The possibility of making a low cost, very intense high energy proton source at the Brookhaven Alternating Gradient Synchrotron (AGS) along with the forthcoming new large underground detectors at either the National Underground Science and Engineering Laboratory (NUSEL) in Homestake, South Dakota or at the Waste Isolation Pilot Plant (WIPP) in Carlsbad, New Mexico, allows us to propose a program of experiments that will address fundamental aspects of neutrino oscillations and CP-invariance violation. This program of experiments is unique because of the very long baseline of more than 2500 km from Brookhaven National Laboratory to the underground laboratories in the West, the high intensity of the proposed conventional neutrino beam, and the possibility of constructing a very large array of water Cherenkov detectors with total mass approaching 1 megaton. This report examined the design and construction of the necessary AGS upgrades and the new neutrino beam which will have a proton beam of power ∼1.0 MW. We have examined the potential physics reach of such an experiment. We used the running scenario of a 1 MW AGS, 500 kT of fiducial detector mass, and 5× 107 secs of running time. With these conditions, we conclude that such an experiment is capable of precisely measuring Δ m322 and sin2 2 θ23; it has excellent sensitivity to sin2 2 θ13 with a signal spectrum that is very distinctive. Moreover, if sin2 2 θ13 is sufficiently large (> 0.01) the experiment is sensitive to the CP-violation parameter δCP with only neutrino running. With the additional option of running in anti-neutrino mode, the experiment will be able to distinguish between the cases Δ m312 > 0 versus Δ m312 < 0 using distinctive distortions to the observed electron or positron spectrum. Lastly, the very long baseline will allow the measurement of Δ m212 with approximately the same resolution as KAMLAND but in the νµ→ νe appearance channel if the LMA solution is correct for the solar neutrino deficit.

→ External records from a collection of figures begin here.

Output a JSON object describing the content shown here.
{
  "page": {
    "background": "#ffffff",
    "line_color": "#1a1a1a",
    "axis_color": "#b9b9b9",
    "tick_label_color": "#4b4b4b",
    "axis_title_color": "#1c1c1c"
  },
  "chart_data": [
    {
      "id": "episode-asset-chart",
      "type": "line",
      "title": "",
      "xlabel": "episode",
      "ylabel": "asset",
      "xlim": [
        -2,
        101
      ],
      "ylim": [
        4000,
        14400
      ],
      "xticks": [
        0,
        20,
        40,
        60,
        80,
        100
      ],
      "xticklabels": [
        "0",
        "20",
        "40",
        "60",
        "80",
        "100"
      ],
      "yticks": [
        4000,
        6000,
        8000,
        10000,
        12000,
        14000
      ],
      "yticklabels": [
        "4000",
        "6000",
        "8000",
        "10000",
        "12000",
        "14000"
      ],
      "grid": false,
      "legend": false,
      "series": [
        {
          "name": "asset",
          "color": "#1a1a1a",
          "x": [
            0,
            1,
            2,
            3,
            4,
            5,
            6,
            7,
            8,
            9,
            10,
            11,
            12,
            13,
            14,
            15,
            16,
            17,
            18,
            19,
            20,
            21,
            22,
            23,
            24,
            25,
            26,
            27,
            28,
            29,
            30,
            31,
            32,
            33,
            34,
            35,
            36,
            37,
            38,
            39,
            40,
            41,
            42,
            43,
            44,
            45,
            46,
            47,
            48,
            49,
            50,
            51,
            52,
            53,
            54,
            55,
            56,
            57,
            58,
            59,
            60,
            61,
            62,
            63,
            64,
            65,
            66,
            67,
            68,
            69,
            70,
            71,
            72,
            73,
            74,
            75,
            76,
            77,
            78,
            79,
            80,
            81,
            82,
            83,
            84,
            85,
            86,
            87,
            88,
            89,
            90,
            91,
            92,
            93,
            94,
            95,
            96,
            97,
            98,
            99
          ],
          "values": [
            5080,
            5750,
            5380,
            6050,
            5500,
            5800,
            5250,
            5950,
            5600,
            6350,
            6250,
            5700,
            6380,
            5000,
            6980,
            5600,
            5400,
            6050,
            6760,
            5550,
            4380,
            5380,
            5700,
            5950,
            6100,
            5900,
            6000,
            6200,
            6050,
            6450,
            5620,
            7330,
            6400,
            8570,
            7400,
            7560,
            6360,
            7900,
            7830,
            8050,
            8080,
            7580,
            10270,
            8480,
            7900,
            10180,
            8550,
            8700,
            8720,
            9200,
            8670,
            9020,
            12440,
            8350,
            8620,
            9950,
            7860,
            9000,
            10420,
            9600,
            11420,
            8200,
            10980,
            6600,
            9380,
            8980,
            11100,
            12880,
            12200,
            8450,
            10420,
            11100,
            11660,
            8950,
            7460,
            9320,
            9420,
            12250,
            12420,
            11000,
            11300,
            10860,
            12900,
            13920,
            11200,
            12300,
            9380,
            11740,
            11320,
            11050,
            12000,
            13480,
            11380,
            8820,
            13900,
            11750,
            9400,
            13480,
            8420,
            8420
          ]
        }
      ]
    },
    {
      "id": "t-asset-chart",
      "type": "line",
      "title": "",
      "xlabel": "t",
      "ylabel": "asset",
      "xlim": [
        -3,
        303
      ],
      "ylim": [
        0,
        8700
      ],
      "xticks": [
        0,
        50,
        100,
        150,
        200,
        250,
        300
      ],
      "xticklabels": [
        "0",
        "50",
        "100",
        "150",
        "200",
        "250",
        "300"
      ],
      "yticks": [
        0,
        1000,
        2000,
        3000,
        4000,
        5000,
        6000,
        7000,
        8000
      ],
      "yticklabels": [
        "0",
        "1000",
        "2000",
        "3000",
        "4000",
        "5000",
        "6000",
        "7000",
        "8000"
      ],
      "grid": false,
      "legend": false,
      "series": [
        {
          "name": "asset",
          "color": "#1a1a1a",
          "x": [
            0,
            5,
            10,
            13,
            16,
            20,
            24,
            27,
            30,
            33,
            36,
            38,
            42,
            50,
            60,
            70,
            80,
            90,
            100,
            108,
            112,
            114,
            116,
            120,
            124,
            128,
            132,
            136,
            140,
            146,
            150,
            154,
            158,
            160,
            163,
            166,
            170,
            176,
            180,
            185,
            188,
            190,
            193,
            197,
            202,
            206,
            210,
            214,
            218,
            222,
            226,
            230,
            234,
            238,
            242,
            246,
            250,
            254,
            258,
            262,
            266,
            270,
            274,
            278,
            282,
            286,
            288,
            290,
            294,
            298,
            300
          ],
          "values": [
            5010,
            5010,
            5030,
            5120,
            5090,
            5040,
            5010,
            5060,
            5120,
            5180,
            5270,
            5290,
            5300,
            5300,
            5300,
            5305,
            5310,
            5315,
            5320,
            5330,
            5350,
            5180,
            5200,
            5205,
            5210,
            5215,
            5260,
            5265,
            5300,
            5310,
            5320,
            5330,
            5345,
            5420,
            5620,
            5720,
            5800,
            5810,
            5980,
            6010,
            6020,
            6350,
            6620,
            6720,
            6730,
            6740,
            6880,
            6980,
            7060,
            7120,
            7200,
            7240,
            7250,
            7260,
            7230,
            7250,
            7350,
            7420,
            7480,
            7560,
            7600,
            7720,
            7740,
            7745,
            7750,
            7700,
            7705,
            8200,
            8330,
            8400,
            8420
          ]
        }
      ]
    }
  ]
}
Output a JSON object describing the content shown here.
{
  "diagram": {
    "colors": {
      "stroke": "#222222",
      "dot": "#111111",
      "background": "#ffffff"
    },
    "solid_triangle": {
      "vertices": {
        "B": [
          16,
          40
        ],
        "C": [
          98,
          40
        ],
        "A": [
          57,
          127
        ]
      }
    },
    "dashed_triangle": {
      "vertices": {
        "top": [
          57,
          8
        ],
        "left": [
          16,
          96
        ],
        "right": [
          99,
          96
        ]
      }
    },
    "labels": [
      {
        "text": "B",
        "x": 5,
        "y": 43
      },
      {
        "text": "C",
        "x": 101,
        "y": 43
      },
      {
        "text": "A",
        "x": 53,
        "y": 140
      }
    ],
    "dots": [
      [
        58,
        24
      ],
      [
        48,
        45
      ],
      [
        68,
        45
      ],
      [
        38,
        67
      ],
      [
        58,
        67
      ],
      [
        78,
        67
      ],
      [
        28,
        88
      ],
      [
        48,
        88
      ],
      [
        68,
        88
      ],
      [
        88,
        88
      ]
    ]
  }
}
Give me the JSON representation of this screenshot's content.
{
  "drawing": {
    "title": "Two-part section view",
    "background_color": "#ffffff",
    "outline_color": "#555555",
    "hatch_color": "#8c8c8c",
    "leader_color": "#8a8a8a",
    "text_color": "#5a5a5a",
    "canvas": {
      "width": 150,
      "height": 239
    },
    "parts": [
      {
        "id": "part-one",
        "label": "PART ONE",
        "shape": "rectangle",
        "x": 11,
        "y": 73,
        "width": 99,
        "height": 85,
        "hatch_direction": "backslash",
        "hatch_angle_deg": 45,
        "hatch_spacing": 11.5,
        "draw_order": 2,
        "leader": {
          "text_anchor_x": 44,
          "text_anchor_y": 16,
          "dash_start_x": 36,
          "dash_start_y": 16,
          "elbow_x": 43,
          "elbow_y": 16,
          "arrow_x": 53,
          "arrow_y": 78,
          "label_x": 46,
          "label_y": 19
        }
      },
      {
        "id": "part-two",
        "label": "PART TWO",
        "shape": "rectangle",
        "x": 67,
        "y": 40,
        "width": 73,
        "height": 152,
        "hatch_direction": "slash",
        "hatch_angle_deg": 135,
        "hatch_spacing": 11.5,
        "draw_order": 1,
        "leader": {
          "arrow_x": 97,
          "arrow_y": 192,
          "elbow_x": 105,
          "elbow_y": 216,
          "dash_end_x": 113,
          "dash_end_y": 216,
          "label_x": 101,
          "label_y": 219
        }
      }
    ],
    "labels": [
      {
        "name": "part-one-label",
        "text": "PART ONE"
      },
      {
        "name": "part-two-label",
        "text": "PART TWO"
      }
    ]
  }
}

The AGS complex is unique because it can be upgraded simply by increasing the repetition rate of the machine. This ability allows us the flexibility to continuously upgrade the facility to as much as 4.0 MW [35]. In this proposal we have examined upgrades up to 1.0 MW. The direct costs of such an upgrade are estimated to be approximately $140M. This compares well with the estimated costs for the detectors and the neutrino beam-line. Neither the duration of the construction period nor the anticipated cost of the improvements to the BNL AGS complex is large in relation to plans and expenditures now usual for major apparatus in high energy and elementary particle physics. Moreover, the improvements to the AGS and the new beam line will be available for carefully chosen other physics (for example, rare muon and kaon decays as well as muon EDM measurements)[51, 52], while advancing our understanding of the neutrino section.